His encore a year later with One Direction included Woodward interviewing each band member and getting them to open up in one-on-one interviews to explain why they did the campaign amidst a world tour and how it affected them, their friends, and their families. The collaboration won the Clio Award for best film and integrated campaign and also raised $1M for antibullying.

Pivoting to become an entrepreneur after a successful in-house corporate career, his firm specializes in brand design within fashion, luxury, heritage, and aspirational segments for an eclectic client roster. Their award-winning multidisciplinary collaborations for One Direction and the Born This Way Foundation, received the Clio, Summit International, IAC, and Emery Awards, which Woodard received for his efforts to curb bullying.

Always the philanthropist and humanitarian, Woodward also occasionally teaches Marketing, PR & Branding at Parsons School of Design in New York City to aspiring marketing students enrolled in the strategic design and management BBA program. He muses if programs like this existed when he embarked upon college, and how his career may have evolved much more quickly.

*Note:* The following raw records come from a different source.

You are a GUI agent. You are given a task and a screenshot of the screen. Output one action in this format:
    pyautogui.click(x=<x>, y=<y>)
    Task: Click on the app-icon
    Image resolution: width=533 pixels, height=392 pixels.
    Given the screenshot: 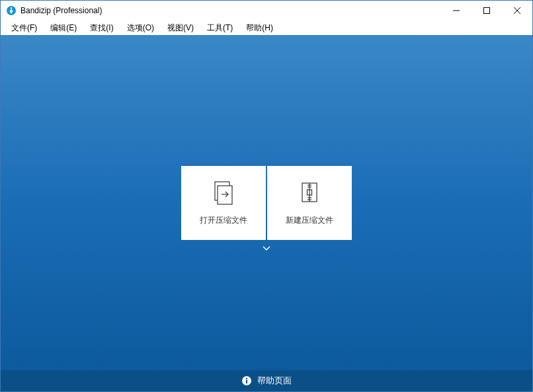 What is the action you would take?
    pyautogui.click(x=11, y=11)
    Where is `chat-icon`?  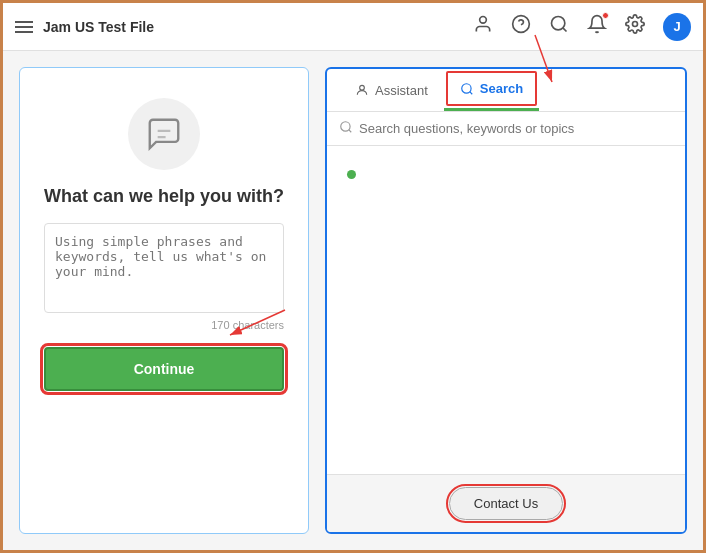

He graduated from Saint Leo University, where he was the first president of its collegiate chapter of the American Marketing Association He completed an MBA one year later at Loyola University, whose Jesuit philosophy is to care for the whole person. Woodward’s model of cause-marketing now referred to as purpose-driven marketing with Millennial, Gen-Z, and Gen-Alpha consumer cohorts, might play a fundamental role for generations to come in making the world a better place.